Introduction to ArcView - PowerPoint PPT Presentation

About This Presentation
Title:

Introduction to ArcView

Description:

Introduction to ArcView ArcView_module_2 May 12, 10:40 AM Outline How ArcView is organized? What ArcView does? Data Project One project contains five types of ... – PowerPoint PPT presentation

Number of Views:41
Avg rating:3.0/5.0
Slides: 23
Provided by: 6649324
Learn more at: https://gis.depaul.edu
Category:

less

Transcript and Presenter's Notes

Title: Introduction to ArcView


1
Introduction to ArcView
  • ArcView_module_2
  • May 12, 1040 AM

2
Outline
  • How ArcView is organized?
  • What ArcView does?
  • Data

3
Project
How organized?
  • One project contains five types of components
    (called documents) Views, Tables, Charts,
    Layouts, and Scripts

4
Documents
How organized?
  • work with a theme in Views
  • manage a table in Tables
  • create charts from a theme or a table in Charts
  • create a high-quality map by putting together
    graphic elements in Layouts
  • customize in Scripts

5
Views
How organized?
View Document (View Window) With One Theme
Table of Content
6
Tables
How organized?
Table Document (Table Window)
7
Charts
How organized?
Proj5 Project With One Chart Document
Chart Document (Chart Window)
8
Layouts
How organized?
Layout Document (Layout Window)
9
Documents
How organized?
  • Each document displays data differently each has
    its own related menus, buttons, and tools
    organized in a unique interface
  • They are dynamically linked

10
Project files .apr
How organized?
  • allows all the works (e.g. creating maps,
    joining tables, making charts) to be saved in one
    file.
  • saves only descriptive information about the
    work (i.e. doesnt save the actual data).

11
ArcView functionalities
What it does?
  • ArcView divides functionalities into the core
    program and extensions.
  • Core program generic capabilities
  • e.g. menu/button/tool supported in the
    documents when no extensions are loaded
  • Extensions additional capabilities loaded onto
    the core program
  • e.g.

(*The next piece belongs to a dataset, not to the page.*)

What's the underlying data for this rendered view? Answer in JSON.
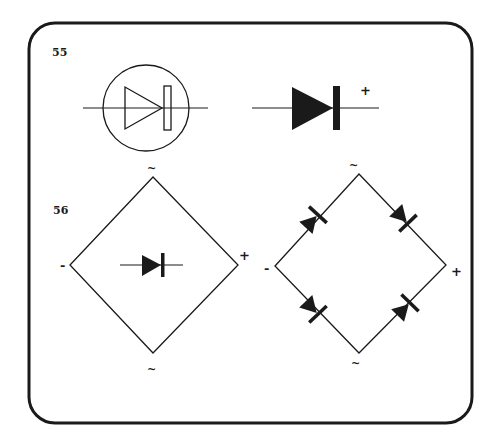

Spatial Analyst, Network Analyst, 3D
    Analyst, Geoprocessing, Digitizer, Image Support
  • We are going to learn the core program

12
View
What it does?
  • displaying spatial data
  • identifying features attributes
  • selecting features
  • thematic mapping (e.g., choropleth map, dot
    density map, chart map)
  • measuring distance/area
  • analyzing spatial relationships
  • geocoding

13
Table
What it does?
  • displaying tables
  • selecting records by mouse /queries
  • editing tables
  • summarizing attributes of selected records
  • getting a statistics of selected records
  • Joining/linking tables

14
Chart
What it does?
  • creating a chart
  • modifying a chart element
  • identifying features/records on the chart

15
Layout
What it does?
  • adding a frame
  • manipulating a frame
  • adding a text
  • drawing graphics
  • exporting a layout to a image file

16
Scripts
What it does?
  • compiling/running scripts
  • debugging scripts

17
Geographic Data
Data
  • Geographic data stores the geometric location of
    particular features, along with attribute
    information describing what these features
    represent

18
Geographic Data
Data
19
Spatial data
Data
  • Georeferenced to known locations on the Earth's
    surface (i.e. employs a specific coordinate
    system, unit of measurement and map projection)
  • primarily feature based (e.g. topology)
  • organized thematically into different layers, or
    themes (e.g. streams, landuse, elevation, and
    buildings )

20
Feature data
Data
  • Coordinate-based representation of map features
    (i.e. A point is stored as a single x, y
    coordinate, a line as a pair of x, y coordinates,
    and a polygon as a set of x, y coordinates)
  • Good to represent discrete entities (e.g.
    school, event location, lake)
  • Supported format in Arcview includes ArcView
    shapefiles, Arc/Info coverages, SDE layers, VPF,
    and so on

21
Image data
Data
  • Cell-based representation of map features (e.g.
    satellite imagery, aerial photo)
  • Good to represent continuous entities (e.g.,
    temperature, elevation, toxic level)
  • Supported format in ArcView includes TIFF, JPEG,
    MrSID, Arc/Info GRID, BMP, BIL and so on

22
Tabular data
Data
  • stored in a table
  • ArcView supports data from database servers such
    as Oracle, Ingres, Sybase, Informix, etc, dBASE
    files, Arc/Info INFO tables, text files with
    fields separated by tabs or commas.